Bátka

Bátka (earlier Batka; Hungarian: Bátka, c. 1895 - 1907 Alsóbátka és Felsöbátka) is a village and municipality in the Rimavská Sobota District of the Banská Bystrica Region of southern Slovakia.

Rimavska Sobota District in the Banska region

History

The municipality arose in the late 19th century by a merge of Dolná Bátka (Alsóbátka) and Horná Bátka (Felsöbátka). The two villages formed one common village (Batka) before the mid-14th century, as well.

In historical records, Dolná Bátka was first mentioned in 1294 (Bathka). It belonged to the Kállay noble family in the 15th and 16th century. Horná Bátka arose in 1294 (as a part of Dolná Batka) as a royal donation to the knight Tumpold Krispin. In 1411 it passed to local landowners Bátky.From 1938 to 1944 it belonged to Hungary.

Genealogical resources

The records for genealogical research are available at the state archive "Statny Archiv in Banska Bystrica,Slovakia"

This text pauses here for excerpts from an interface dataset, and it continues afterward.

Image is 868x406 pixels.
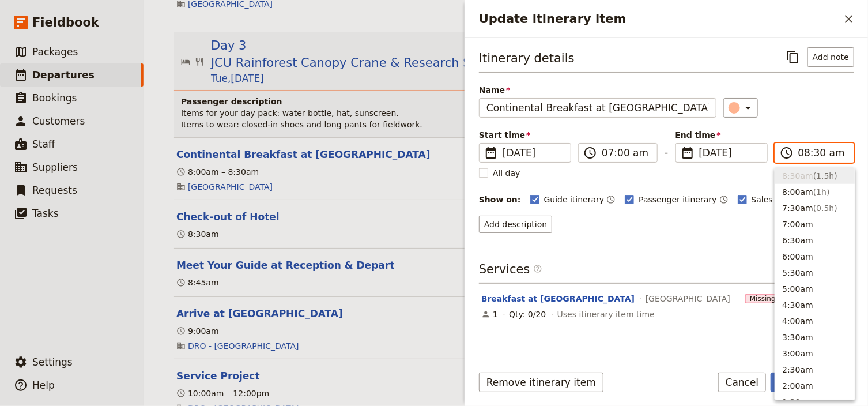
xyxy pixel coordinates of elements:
[32,46,78,58] span: Packages
[176,307,343,321] button: Edit this itinerary item
[479,129,571,141] span: Start time
[211,72,265,85] span: Tue , [DATE]
[814,188,830,196] span: ( 1h )
[775,362,855,378] button: 2:30am
[479,84,716,96] span: Name
[700,146,760,160] span: [DATE]
[665,146,668,163] span: -
[503,146,564,160] span: [DATE]
[479,261,542,278] h3: Services
[181,37,786,85] button: Edit day information
[482,309,498,320] div: 1
[176,277,219,288] div: 8:45am
[479,50,575,67] h3: Itinerary details
[602,146,651,160] input: ​
[32,357,73,368] span: Settings
[775,265,855,281] button: 5:30am
[775,297,855,313] button: 4:30am
[720,193,729,207] button: Time shown on passenger itinerary
[176,325,219,337] div: 9:00am
[479,11,840,28] h2: Update itinerary item
[814,203,838,213] span: ( 0.5h )
[32,380,55,391] span: Help
[32,185,77,196] span: Requests
[32,69,95,81] span: Departures
[484,146,498,160] span: ​
[176,229,219,240] div: 8:30am
[840,10,859,29] button: Close drawer
[775,313,855,330] button: 4:00am
[718,373,767,393] button: Cancel
[176,167,259,178] div: 8:00am – 8:30am
[32,139,55,150] span: Staff
[775,281,855,297] button: 5:00am
[509,309,546,320] div: Qty: 0/20
[544,194,605,205] span: Guide itinerary
[32,92,77,103] span: Bookings
[775,378,855,395] button: 2:00am
[723,98,759,118] button: ​
[181,96,834,107] h4: Passenger description
[681,146,695,160] span: ​
[32,14,99,32] span: Fieldbook
[780,146,794,160] span: ​
[533,265,542,274] span: ​
[482,293,635,305] button: Edit this service option
[211,54,754,72] span: JCU Rainforest Canopy Crane & Research Station and Geography & The Reef Presentation
[775,217,855,232] button: 7:00am
[775,330,855,345] button: 3:30am
[176,210,279,224] button: Edit this itinerary item
[479,194,521,205] div: Show on:
[188,340,300,353] a: DRO - [GEOGRAPHIC_DATA]
[799,146,847,160] input: ​
[181,109,423,129] span: Items for your day pack: water bottle, hat, sunscreen. Items to wear: closed-in shoes and long pa...
[752,194,810,205] span: Sales itinerary
[493,167,520,179] span: All day
[176,388,269,400] div: 10:00am – 12:00pm
[479,216,553,233] button: Add description
[607,193,616,207] button: Time shown on guide itinerary
[32,161,78,173] span: Suppliers
[745,295,826,303] span: Missing reservations
[775,200,855,217] button: 7:30am(0.5h)
[775,184,855,200] button: 8:00am(1h)
[176,259,394,273] button: Edit this itinerary item
[558,309,655,320] span: Uses itinerary item time
[676,129,768,141] span: End time
[639,194,716,205] span: Passenger itinerary
[211,37,247,54] span: Day 3
[775,345,855,362] button: 3:00am
[775,249,855,265] button: 6:00am
[188,182,272,193] a: [GEOGRAPHIC_DATA]
[479,98,716,118] input: Name
[479,373,603,393] button: Remove itinerary item
[784,47,803,67] button: Copy itinerary item
[32,116,85,127] span: Customers
[730,101,755,115] div: ​
[583,146,597,160] span: ​
[32,208,59,219] span: Tasks
[646,293,730,305] span: [GEOGRAPHIC_DATA]
[176,148,431,161] button: Edit this itinerary item
[176,369,260,383] button: Edit this itinerary item
[775,232,855,249] button: 6:30am
[771,373,855,393] button: Save changes
[533,265,542,278] span: ​
[808,47,855,67] button: Add note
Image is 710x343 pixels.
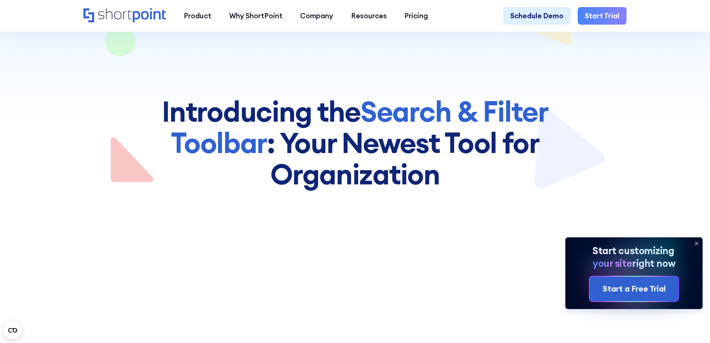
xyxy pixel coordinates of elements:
[142,96,568,189] h1: Introducing the : Your Newest Too﻿l for Organization
[603,283,666,295] div: Start a Free Trial
[4,321,22,339] button: Open CMP widget
[229,10,283,21] div: Why ShortPoint
[184,10,211,21] div: Product
[351,10,387,21] div: Resources
[503,7,571,25] a: Schedule Demo
[291,7,342,25] a: Company
[300,10,333,21] div: Company
[342,7,396,25] a: Resources
[171,93,549,160] span: Search & Filter Toolbar
[578,7,627,25] a: Start Trial
[220,7,292,25] a: Why ShortPoint
[175,7,220,25] a: Product
[84,8,166,23] a: Home
[396,7,437,25] a: Pricing
[590,276,679,301] a: Start a Free Trial
[405,10,428,21] div: Pricing
[673,307,710,343] iframe: Chat Widget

  • Roman Catholic church records (births/marriages/deaths): 1789-1896 (parish B)
  • Lutheran church records (births/marriages/deaths):1685-1897 (parish B)
  • Reformated church records (births/marriages/deaths): 1786-1895 (parish A)
gollark: - `make`/`new` are basically magic- `range` is magic too - what it does depends on the number of return values you use, or something. Also, IIRC user-defined types can't implement it- Generics are available for all of, what, three builtin types? Maps, slices and channels, if I remember right.- `select` also only works with the built-in channels- Constants: they can only be something like four types, and what even is `iota` doing- The multiple return values can't be used as tuples or anything. You can, as far as I'm aware, only return two (or, well, more than one) things at once, or bind two returns to two variables, nothing else.- no operator overloading- it *kind of* has exceptions (panic/recover), presumably because they realized not having any would be very annoying, but they're not very usable- whether reading from a channel is blocking also depends how many return values you use because of course
gollark: What, you mean no it doesn't have weird special cases everywhere?
gollark: It pretends to be "simple", but it isn't because there are bizarre special cases everywhere to make stuff appear to work.
gollark: So of course, lol no generics.
gollark: Well, golang has no (user-defined) generics, you see.